Findings from a first-of-its-kind virtual trial in pulmonary medicine, conducted at Rutgers and many other institutions, suggest adding an inhaled corticosteroid to rescue therapy could sharply reduce the danger of severe attacks for millions of people with mild asthma.
The phase III study, published Wednesday in The New England Journal of Medicine and presented at the American Thoracic Society meeting, tested Airsupra, a fixed-dose inhaler that combines the anti-inflammatory steroid budesonide with the muscle relaxant albuterol. (Albuterol alone is currently the standard rescue therapy after asthma attacks.)
Researchers randomly assigned 2,421 trial patients to use either this combination therapy or albuterol alone after asthma attacks and found that 5.1% of Airsupra users and 9.1% of albuterol-only users suffered the sort of severe exacerbation that required hospitalization or other immediate medical care.
"That's a big reduction that could greatly increase quality-of-life for people with mild asthma," said Reynold Panettieri, an investigator involved in the study and vice chancellor for translational medicine and science at Rutgers. "It could also produce cost savings by avoiding hospital visits and eliminating the need for many patients to take daily treatments."
The fully remote trial was the first of its kind in pulmonary medicine. Participants signed up online, received inhalers by courier and met investigators via telehealth appointments up to a year to save travel time and costs.
Panettieri said this "innovative" trial design will make many future trials faster and cheaper.
"Because people don't have to schlep into a clinic, this decentralized design was cheaper and more accessible," he said. "That gave us a faster way to show that treating the inflammation every time patients reach for relief can prevent hospitalizations."

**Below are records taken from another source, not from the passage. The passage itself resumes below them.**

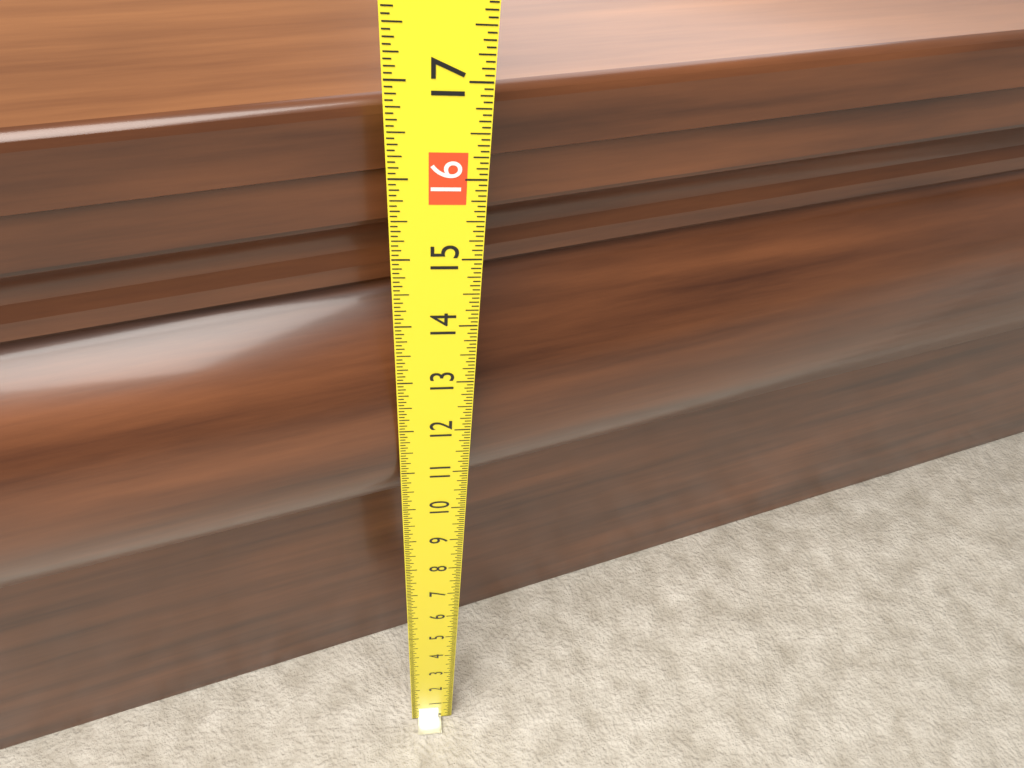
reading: 16.5625 (no unit)
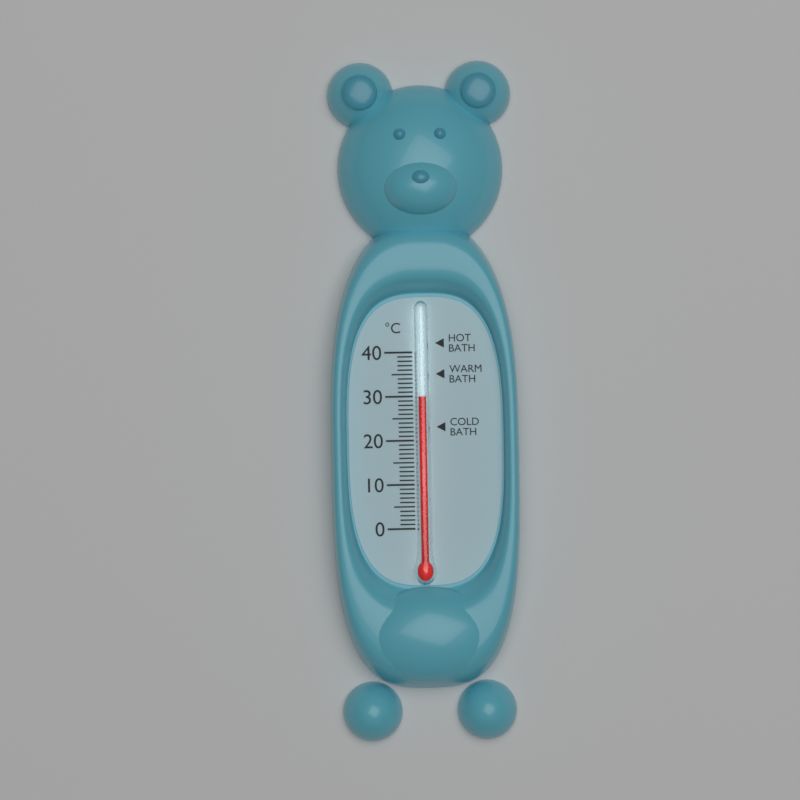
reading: 30 °C
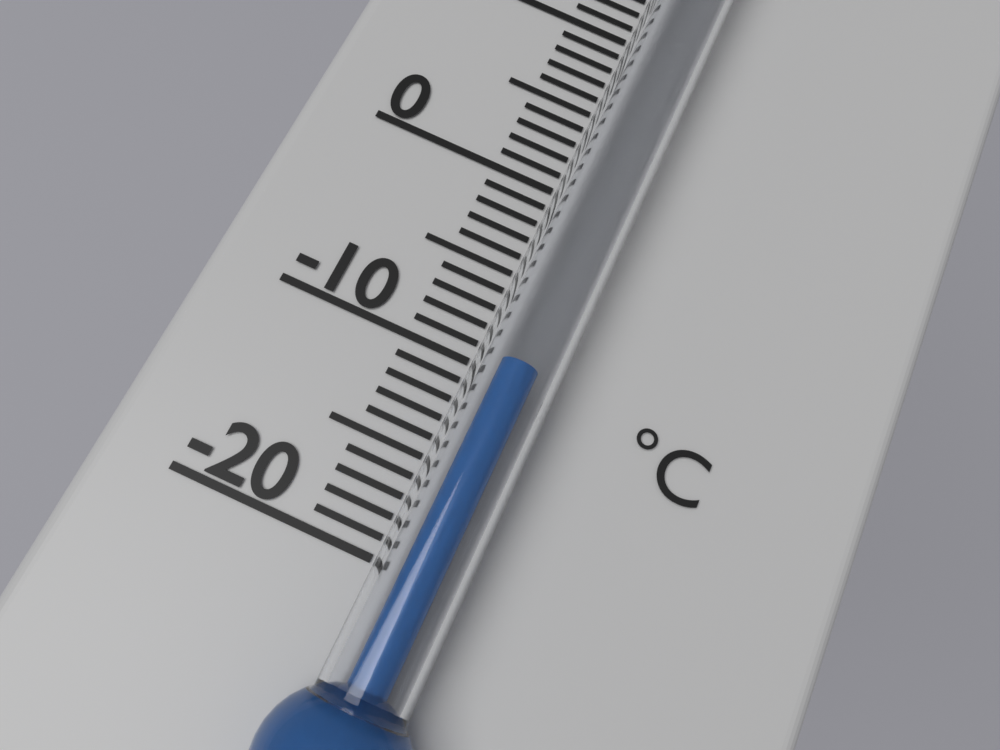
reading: -10 °C
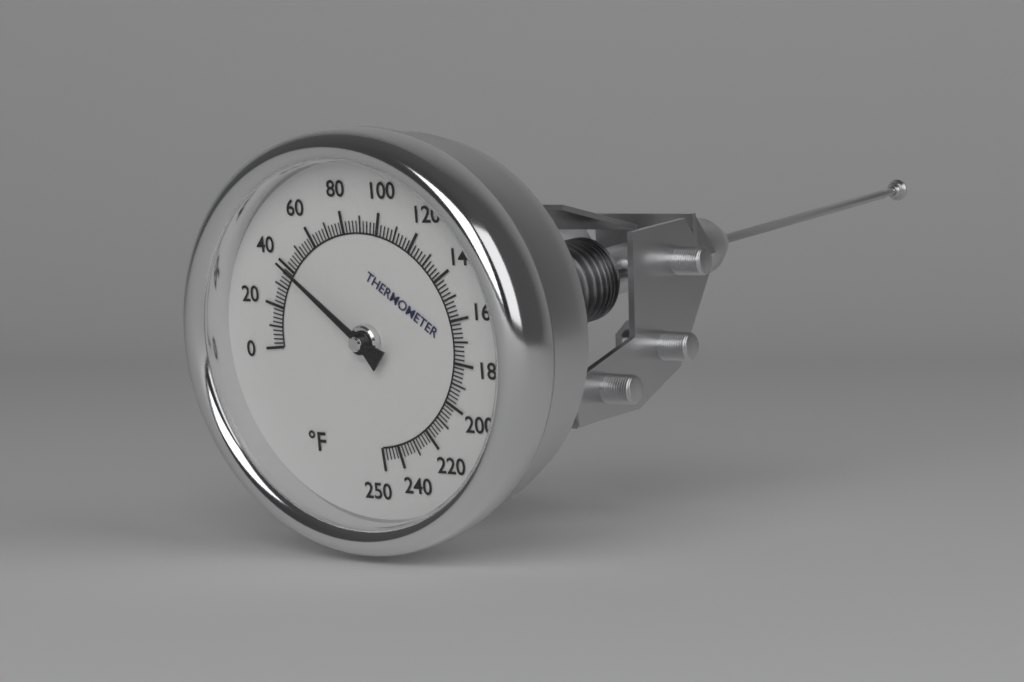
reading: 40 °F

In addition to halving the risk of a first severe attack, Airsupra reduces the annualized exacerbation rate by 53% and trimmed systemic steroid exposure by 63%, potentially sparing patients from diabetes, fractures and other complications linked to repeated oral steroid courses. Adverse-event rates were comparable between groups. Most side effects were routine respiratory infections.
Airsupra won U.S. approval last year for treating adults with moderate to severe asthma. The new data cover adolescents as young as 12 and the roughly half of asthma patients classified as mild who still account for up to 30% of exacerbations and deaths. Global guidelines already discourage albuterol-only rescue because it does nothing to calm airway inflammation.
With publication in a top journal and a high-profile conference debut, Panettieri said he expects insurers and prescribers to move quickly.
"This can change 50 years of practice," he said.